Observations by David Robertson, 11/12/21
PPI came in hot on Tuesday and CPI came in hot on Wednesday which finally paused the amazing fall run up in stocks. Investors now have some raw, non-transitory inflation data to digest in order to establish longer-term expectations.
Let me know if you have comments. You can reach me at drobertson@areteam.com.
Market observations
Themarketear.com ($) captured the crazy market action through the week as well as anyone. On Sunday:
“Retail is extremely active, and they love punting options. Below are a few stunning facts via Goldman's Scott Rubner:
1. single stock option notional (140%) now exceeds single stock shares notional
2. over 70% of options traded have an expiry of two weeks or less (more in the 2,3,4 day range)
3. $904bn (Thursday stock option notional). This is largest single stock option notional traded of all time.”
On Monday:
"Traditional investing rules are being thrown out (NVDA; ~$750bn company going up 12% in a day, TSLA adding $350bn of mkt cap in a couple of weeks, BBBY going up 65% after hours on earnings, CAR 29 sigma move in a day).
On Tuesday:
“In this options driven market, the smart guys aren't in charge.”
And on Wednesday from Robert Armstrong ($) at the FT:
“The S&P has (i) reached new highs each of the past eight trading days, tying the longest streak since 1964; (ii) risen 17 of the last 19 trading days, a feat surpassed only once in 90-plus years, and (iii) for only the second time since 1950, taken less than a month to rebound from twin fragility shocks.”
Investors looking for some solace may see good news in the fact that nobody else seems to know what is going on either.
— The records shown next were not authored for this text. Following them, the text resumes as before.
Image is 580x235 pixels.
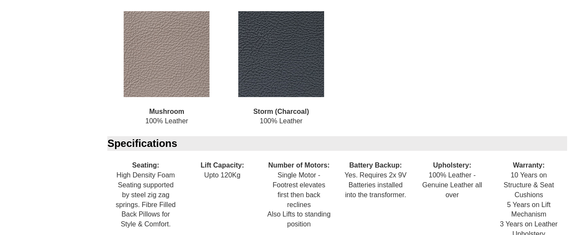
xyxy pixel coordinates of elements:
b: Mushroom [149,108,184,115]
img: Mushroom [124,11,210,97]
b: Battery Backup: [349,162,402,169]
div: 100% Leather [224,11,338,136]
div: Upto 120Kg [184,151,261,190]
b: Lift Capacity: [201,162,244,169]
div: 100% Leather [110,11,224,136]
b: Number of Motors: [268,162,330,169]
b: Seating: [132,162,159,169]
div: Specifications [107,136,567,151]
img: Storm [238,11,324,97]
div: 100% Leather - Genuine Leather all over [414,151,491,210]
b: Upholstery: [433,162,472,169]
b: Storm (Charcoal) [253,108,309,115]
b: Warranty: [513,162,545,169]
div: Yes. Requires 2x 9V Batteries installed into the transformer. [338,151,414,210]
Other than that slim piece of optimism though, the interpretation is mainly negative: Things are running out of control and either and this is exactly the kind of situation when things can break in unpredictable ways.
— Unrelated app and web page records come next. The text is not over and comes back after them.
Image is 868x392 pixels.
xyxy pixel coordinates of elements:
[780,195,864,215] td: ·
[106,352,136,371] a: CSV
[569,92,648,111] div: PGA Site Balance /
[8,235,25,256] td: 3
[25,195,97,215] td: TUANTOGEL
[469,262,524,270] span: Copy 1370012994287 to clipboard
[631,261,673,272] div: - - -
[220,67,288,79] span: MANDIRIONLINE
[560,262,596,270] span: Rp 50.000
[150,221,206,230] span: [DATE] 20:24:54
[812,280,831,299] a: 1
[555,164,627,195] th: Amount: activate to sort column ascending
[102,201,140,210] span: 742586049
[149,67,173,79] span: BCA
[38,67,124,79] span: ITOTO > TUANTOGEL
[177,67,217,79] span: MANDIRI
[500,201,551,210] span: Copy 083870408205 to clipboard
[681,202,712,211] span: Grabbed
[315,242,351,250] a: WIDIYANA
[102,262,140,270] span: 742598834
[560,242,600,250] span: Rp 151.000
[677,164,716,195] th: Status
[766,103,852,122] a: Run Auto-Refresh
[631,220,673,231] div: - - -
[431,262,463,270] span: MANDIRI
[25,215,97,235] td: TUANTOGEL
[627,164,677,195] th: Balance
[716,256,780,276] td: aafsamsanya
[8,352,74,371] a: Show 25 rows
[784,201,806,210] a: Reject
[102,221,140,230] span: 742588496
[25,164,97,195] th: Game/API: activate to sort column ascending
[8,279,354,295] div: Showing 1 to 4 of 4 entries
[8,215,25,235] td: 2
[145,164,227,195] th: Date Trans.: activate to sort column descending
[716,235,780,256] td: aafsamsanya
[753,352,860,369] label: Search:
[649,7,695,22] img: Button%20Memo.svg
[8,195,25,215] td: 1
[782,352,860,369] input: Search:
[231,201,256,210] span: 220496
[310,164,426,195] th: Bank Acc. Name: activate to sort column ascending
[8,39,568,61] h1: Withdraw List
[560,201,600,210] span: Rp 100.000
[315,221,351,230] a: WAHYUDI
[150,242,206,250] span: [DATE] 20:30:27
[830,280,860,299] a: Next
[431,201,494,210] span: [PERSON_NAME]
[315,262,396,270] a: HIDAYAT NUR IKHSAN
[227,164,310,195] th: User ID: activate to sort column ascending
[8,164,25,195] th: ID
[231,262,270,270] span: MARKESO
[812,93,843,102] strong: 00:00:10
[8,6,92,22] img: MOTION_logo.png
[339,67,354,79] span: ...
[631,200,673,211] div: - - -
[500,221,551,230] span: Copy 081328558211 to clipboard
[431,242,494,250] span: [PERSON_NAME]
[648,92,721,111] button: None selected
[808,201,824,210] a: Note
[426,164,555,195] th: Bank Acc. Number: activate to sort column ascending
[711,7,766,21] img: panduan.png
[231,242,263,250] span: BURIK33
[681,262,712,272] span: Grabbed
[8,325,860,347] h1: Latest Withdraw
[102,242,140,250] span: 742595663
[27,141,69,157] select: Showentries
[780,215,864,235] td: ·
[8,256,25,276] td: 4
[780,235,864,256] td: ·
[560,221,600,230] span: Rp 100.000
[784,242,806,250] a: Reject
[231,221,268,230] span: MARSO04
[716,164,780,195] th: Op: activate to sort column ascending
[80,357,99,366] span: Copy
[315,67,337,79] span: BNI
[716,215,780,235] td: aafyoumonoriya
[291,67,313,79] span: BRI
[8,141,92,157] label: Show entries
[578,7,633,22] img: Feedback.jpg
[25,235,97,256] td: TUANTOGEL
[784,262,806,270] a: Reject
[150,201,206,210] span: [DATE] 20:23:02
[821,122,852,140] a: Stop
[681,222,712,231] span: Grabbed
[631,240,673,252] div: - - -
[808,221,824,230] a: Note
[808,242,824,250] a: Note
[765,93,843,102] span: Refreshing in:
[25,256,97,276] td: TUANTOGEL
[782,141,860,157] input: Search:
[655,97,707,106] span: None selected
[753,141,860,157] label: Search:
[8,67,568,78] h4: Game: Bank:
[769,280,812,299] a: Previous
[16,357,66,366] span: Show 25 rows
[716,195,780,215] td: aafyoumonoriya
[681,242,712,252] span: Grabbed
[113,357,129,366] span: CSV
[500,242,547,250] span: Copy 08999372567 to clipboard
Wednesday was quite a day with the S&P 500 down .82%, the ten-year Treasury yield up 8.94%, and the US dollar index (DXY) up a huge 1.00%. Obviously, something started shaking the market’s otherwise calm demeanor. Zerohedge reports:
“And just in case the Fed is still unclear what is going on, this is the market - nearly a year before the Fed has to hike rates - tantruming and making it clear that it will not buy paper anywhere close to current levels if the Fed indeed abandons its QE commitment and subsequently hikes rates. Brace for far, far uglier auctions in the coming months from a market that is now fully habituated to getting everything it wants from the Fed.”
China
"Unprecedented Liquidity Pressure" - Chinese Property Stocks Crater As Kaisa Misses Payment
“Kaisa's troubles come amid concerns about a deepening liquidity crisis in the Chinese property sector, with a string of offshore debt defaults, credit rating downgrades, and sell offs in the developers' shares and bonds in recent weeks. Meanwhile, amid the confusion over the outcome of the current solvency scare, the Chinese property market continues to lock up and we reported earlier this week that China’s top 100 developers saw new-home sales fall 32% from a year earlier in October, after a similar slump in September.”
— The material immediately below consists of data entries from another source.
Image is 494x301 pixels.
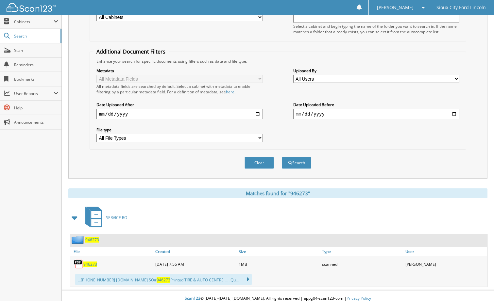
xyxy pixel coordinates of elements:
div: scanned [320,258,404,271]
span: Search [14,33,57,39]
span: Cabinets [14,19,54,25]
div: [DATE] 7:56 AM [154,258,237,271]
label: Metadata [96,68,263,74]
span: Help [14,105,58,111]
div: [PERSON_NAME] [404,258,487,271]
a: User [404,248,487,256]
button: Clear [245,157,274,169]
a: here [226,89,234,95]
a: Type [320,248,404,256]
div: All metadata fields are searched by default. Select a cabinet with metadata to enable filtering b... [96,84,263,95]
img: PDF.png [74,260,83,269]
a: Created [154,248,237,256]
iframe: Chat Widget [461,270,494,301]
span: Announcements [14,120,58,125]
legend: Additional Document Filters [93,48,169,55]
a: File [70,248,154,256]
div: 1MB [237,258,320,271]
span: SERVICE RO [106,215,127,221]
span: Sioux City Ford Lincoln [436,6,486,9]
div: Enhance your search for specific documents using filters such as date and file type. [93,59,463,64]
span: User Reports [14,91,54,96]
span: Scan [14,48,58,53]
img: folder2.png [72,236,85,244]
input: start [96,109,263,119]
a: SERVICE RO [81,205,127,231]
label: Date Uploaded After [96,102,263,108]
div: Matches found for "946273" [68,189,487,198]
div: ...[PHONE_NUMBER] [DOMAIN_NAME] SO# Printed TIRE & AUTO CENTRE ... . Qu... [75,274,252,285]
span: Scan123 [185,296,200,301]
input: end [293,109,459,119]
a: 946273 [83,262,97,267]
a: 946273 [85,237,99,243]
button: Search [282,157,311,169]
span: 946273 [157,278,170,283]
span: [PERSON_NAME] [377,6,414,9]
a: Privacy Policy [347,296,371,301]
span: Bookmarks [14,77,58,82]
div: Select a cabinet and begin typing the name of the folder you want to search in. If the name match... [293,24,459,35]
span: Reminders [14,62,58,68]
a: Size [237,248,320,256]
label: Uploaded By [293,68,459,74]
label: Date Uploaded Before [293,102,459,108]
img: scan123-logo-white.svg [7,3,56,12]
label: File type [96,127,263,133]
With all eyes on US stock market gyrations, China’s real estate market has escaped notice. This is too bad because details are trickling out and thus far, they are not good. Not only has contagion spread through the entire real estate sector, but it is also reducing transaction activity and pricing.
The big question is, “How long will this be allowed to go on?” On one hand, the established playbook is to increase liquidity in order to prevent a massive deflationary spiral. That path requires a great capacity to accept moral hazard, however. Given that Xi seems to have a preference for constraining moral hazard and associated corruption and has the power to allow a controlled demolition of the overleveraged property sector, it’s hard to say how long weakness in Chinese real estate might go on.
At the very least, investors cannot buy the dip with the same confidence they do in the States. I suspect there will be a lot more pain than investors are accustomed to.
Xi Jinping goes full 1984
https://www.gzeromedia.com/xi-jinping-goes-full-1984
"Who controls the past, controls the future; who controls the present, controls the past."
“That slogan laid out the Party's sinister ploy to entrench itself in power by rewriting history in George Orwell's classic novel 1984. And it's what the ruling Communist Party now wants to do in China, where ‘Big Brother’ Xi Jinping already oversees an authoritarian techno-surveillance state that in many ways exceeds the intrusion of Orwell's dystopian future.”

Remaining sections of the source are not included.